Analysts tend not to argue or confront CEOs on conference calls. Their discussions are conducted in tones of almost academic politeness. It's their choice of words and topics that counts, so it was unusual when Bernstein's Anderson twice suggested to Frazier that he was not withdrawing guidance due to external uncertainty but due to Merck's own mistakes. Merck has known about healthcare reform and European drug price cuts for months, he said:
I want to go back to that long-term guidance because the U.S. health care reform issues has been known for about a year and European price cuts about just as long, and vorapaxar couldn't have been a big contributor. So it really says to me that there were other things that have changed along the way that may have been miscalculations on Merck's part, and I'm wondering if you can clarify what those miscalculations may have been.
... And equally importantly, when can we expect you to give us new guidance? Your peer companies, in some cases, have lowered their guidance but no one's withdrawn it outright, and I'm wondering when we can see updated guidance from you.
No cuts, no guidance
Frazier replied that, basically, to meet its existing guidance Merck would have to make a bunch of cuts that Frazier didn't want to make:
Tim, I want to make sure that I try to do this as well as I can. With respect to European price austerity measures and health care reform, it is certainly the case that we knew about the general subject matter.
And so I want to be clear, it isn't that we couldn't cut costs enough to make the long-term guidance. Our choice was to do that. But we couldn't do that in our estimation fast enough without sacrificing the growth opportunities, and that was the choice that we made.
In his note the next day, Anderson ripped Frazier a new one:
This felt disingenuous, partly because healthcare reform and price cuts should have been fairly well understood much earlier than now; with vorapaxar, it is hard to see how the setback with program would have played into 2013 guidance given that the drug would not have likely launched until late 2012. This suggests there were other miscalculations made by MRK, and helps cement fears that MRK -â€" being new to doing big mergers -â€" may have execution issues of some sort.
The Street disliked the move because it suggested that a lack of cuts would hurt Merck's profit margins, and thus lower the earnings-per-share that investors were hoping for. Suisse's Arnold said "there needs to be more sharing of pain."

"Gutsy"?
The meeting gave the overall impression that Frazier hasn't quite got a handle on his company yet. His move not to cut internal investment -- praised by Forbes as "gutsy" -- was the opposite of Pfizer's, whose new CEO (responding to an almost identical business environment), used his first conference call of 2011 to announce that he was further gutting Pfizer's R&D programs.

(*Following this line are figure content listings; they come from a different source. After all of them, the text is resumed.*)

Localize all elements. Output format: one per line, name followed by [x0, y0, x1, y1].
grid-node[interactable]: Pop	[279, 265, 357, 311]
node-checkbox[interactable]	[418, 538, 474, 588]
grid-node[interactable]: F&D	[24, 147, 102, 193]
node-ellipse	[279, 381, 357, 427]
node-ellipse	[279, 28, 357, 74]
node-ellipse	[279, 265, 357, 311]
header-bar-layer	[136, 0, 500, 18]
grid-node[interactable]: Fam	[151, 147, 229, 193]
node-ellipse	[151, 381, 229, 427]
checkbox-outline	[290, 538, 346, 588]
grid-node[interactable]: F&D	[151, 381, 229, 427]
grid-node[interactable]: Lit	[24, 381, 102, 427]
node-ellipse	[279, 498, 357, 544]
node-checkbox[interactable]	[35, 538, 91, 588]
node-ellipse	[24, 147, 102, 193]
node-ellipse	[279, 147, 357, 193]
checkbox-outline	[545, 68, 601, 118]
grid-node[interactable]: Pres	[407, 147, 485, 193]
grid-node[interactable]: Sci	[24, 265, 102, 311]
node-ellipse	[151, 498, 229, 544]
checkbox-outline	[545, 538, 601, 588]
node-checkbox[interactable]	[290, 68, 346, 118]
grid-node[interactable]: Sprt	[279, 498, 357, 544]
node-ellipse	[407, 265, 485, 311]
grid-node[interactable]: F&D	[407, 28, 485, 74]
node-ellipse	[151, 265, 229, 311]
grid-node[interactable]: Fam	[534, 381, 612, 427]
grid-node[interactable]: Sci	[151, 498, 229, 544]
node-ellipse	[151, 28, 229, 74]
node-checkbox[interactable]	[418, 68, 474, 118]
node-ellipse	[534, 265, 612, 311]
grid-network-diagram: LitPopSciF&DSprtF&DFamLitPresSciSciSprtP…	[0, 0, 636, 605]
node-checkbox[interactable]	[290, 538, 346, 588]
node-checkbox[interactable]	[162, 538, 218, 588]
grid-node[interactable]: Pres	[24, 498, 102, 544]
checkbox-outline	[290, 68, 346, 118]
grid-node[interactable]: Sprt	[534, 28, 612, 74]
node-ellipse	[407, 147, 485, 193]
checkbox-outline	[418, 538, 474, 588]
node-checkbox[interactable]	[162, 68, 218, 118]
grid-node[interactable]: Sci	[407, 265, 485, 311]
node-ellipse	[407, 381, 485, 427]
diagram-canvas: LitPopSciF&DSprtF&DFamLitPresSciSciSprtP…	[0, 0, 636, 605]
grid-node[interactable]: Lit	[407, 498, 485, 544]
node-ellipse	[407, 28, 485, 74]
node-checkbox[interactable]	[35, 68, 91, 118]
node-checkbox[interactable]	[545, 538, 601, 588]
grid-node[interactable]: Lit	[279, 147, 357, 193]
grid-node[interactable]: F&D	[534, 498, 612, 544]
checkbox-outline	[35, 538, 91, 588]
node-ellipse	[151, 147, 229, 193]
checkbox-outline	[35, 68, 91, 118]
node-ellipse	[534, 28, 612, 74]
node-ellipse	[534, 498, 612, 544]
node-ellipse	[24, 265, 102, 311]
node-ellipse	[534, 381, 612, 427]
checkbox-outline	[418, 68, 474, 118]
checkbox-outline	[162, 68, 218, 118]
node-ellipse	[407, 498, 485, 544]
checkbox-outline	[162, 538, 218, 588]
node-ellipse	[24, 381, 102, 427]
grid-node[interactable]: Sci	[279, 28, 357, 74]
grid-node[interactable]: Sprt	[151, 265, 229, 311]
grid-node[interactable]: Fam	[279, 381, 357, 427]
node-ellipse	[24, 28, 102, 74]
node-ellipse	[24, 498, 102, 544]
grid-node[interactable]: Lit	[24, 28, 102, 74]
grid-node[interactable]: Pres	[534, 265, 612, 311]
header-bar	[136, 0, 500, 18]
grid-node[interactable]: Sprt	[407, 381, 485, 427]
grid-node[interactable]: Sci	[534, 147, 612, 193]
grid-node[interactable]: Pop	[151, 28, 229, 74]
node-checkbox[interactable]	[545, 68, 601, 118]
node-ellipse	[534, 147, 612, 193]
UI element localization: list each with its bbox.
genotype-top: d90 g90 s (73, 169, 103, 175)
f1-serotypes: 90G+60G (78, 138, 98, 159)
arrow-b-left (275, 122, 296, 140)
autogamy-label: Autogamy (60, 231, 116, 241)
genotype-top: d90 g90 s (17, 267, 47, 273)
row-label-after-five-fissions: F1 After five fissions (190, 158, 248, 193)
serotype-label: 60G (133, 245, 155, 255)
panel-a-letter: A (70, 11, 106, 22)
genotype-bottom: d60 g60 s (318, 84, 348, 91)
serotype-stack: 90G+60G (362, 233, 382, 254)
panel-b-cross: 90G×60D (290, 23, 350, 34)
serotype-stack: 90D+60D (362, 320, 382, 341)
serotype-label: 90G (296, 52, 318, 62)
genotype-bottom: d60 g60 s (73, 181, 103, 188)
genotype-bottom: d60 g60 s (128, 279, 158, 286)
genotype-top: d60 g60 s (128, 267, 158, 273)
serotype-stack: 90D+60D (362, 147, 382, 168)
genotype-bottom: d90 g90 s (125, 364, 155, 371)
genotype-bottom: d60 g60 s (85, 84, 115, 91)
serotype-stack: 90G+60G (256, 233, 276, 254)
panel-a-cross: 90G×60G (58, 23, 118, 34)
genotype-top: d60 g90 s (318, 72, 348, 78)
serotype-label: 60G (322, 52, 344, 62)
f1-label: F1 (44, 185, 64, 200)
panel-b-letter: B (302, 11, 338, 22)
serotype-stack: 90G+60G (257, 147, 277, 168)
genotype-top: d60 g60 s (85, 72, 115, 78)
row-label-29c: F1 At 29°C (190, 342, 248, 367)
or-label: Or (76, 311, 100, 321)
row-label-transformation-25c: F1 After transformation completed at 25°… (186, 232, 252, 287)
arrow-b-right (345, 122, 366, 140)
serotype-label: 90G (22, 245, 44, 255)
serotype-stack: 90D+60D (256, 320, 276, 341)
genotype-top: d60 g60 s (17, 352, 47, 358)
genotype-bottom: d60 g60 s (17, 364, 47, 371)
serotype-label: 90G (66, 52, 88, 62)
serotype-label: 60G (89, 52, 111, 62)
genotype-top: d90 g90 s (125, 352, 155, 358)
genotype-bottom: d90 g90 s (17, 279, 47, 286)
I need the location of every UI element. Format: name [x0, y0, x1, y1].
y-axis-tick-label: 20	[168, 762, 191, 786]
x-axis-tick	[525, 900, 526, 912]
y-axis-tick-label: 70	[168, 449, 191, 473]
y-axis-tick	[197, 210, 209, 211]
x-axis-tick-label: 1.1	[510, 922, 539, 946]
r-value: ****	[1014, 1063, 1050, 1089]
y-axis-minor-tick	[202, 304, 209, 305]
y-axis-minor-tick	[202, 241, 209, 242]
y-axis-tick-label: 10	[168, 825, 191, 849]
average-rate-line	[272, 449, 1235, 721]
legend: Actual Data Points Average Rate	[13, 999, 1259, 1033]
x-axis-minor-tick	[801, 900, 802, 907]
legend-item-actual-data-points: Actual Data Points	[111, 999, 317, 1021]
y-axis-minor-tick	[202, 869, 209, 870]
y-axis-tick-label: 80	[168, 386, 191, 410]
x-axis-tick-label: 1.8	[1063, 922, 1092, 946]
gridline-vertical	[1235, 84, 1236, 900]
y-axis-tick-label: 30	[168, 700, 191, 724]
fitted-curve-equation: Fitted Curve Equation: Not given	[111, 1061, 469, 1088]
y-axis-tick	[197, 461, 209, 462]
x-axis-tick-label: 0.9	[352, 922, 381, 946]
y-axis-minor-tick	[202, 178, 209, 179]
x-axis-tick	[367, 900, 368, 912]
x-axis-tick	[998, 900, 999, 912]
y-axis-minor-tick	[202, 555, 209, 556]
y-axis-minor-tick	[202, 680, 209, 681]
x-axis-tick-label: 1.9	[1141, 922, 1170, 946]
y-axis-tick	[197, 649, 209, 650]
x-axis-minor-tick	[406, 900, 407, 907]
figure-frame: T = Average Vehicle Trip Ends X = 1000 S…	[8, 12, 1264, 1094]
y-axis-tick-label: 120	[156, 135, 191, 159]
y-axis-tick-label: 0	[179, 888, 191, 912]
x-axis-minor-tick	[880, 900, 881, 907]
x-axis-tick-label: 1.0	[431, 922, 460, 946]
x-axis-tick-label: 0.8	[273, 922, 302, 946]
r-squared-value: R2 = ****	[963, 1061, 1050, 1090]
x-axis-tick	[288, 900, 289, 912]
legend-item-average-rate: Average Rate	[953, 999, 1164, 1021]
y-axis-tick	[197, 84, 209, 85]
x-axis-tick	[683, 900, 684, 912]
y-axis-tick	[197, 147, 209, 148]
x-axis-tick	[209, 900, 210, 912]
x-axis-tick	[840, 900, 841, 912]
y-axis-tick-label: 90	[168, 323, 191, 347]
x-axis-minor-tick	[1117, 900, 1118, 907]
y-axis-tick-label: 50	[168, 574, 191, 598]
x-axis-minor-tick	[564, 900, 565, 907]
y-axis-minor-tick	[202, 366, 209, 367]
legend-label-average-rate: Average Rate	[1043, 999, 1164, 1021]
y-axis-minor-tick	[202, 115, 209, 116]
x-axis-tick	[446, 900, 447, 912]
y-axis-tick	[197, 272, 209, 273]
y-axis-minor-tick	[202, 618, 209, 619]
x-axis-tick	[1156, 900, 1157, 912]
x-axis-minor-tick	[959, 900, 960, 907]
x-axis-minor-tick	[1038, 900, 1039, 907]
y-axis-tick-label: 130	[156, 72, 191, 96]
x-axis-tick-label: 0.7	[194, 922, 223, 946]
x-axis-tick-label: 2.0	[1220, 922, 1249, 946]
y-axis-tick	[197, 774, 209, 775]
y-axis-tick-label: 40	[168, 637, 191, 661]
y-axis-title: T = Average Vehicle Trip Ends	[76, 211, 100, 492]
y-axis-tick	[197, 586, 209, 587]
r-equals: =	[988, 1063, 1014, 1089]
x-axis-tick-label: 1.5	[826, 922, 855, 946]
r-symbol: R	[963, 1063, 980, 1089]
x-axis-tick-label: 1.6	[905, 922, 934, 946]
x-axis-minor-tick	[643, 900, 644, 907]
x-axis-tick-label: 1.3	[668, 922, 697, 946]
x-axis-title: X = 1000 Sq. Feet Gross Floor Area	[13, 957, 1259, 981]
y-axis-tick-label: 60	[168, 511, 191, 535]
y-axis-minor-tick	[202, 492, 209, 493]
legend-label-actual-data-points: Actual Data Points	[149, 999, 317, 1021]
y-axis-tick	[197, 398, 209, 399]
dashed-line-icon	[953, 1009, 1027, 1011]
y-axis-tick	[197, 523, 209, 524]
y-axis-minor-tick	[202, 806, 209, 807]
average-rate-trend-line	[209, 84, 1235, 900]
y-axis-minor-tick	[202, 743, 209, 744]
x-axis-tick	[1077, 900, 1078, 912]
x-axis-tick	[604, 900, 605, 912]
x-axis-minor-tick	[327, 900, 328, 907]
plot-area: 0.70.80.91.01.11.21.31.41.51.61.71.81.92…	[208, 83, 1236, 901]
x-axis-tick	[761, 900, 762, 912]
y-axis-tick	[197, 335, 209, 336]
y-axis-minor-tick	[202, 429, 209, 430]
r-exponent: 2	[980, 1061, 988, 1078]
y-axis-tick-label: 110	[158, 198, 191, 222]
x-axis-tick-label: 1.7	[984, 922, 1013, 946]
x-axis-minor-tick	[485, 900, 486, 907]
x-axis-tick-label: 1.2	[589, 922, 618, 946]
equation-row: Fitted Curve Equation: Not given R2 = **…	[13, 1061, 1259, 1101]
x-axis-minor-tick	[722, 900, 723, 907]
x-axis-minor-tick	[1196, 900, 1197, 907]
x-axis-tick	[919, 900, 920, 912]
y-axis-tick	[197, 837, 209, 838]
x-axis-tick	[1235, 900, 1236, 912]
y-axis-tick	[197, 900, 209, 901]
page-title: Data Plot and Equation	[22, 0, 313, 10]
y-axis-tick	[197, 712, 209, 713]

But perhaps there's another reason why Frazier called off his forecasts. The biggest variable in Merck's short-term future is the fate of its secret arbitration hearing with Johnson & Johnson (JNJ) over the drug Remicade. If talks go the wrong way, Merck could suddenly lose $2.6 billion in revenue. If Frazier got any concrete information about which way the decision will go, it would immediately affect his guidance and possibly require a disclosure changing it. Thus a guidance change could be seen as a proxy for the likely outcome of the Remicade arbitration. Frazier hinted this might be the case on the call:

We have not put new guidance in because there are some important events coming up. I thought it was prudent to say that we would not restore guidance at this point in time.
Either way, it's another management lesson in transparency: Companies that become more mysterious see their value discounted -- by 3 percent, apparently.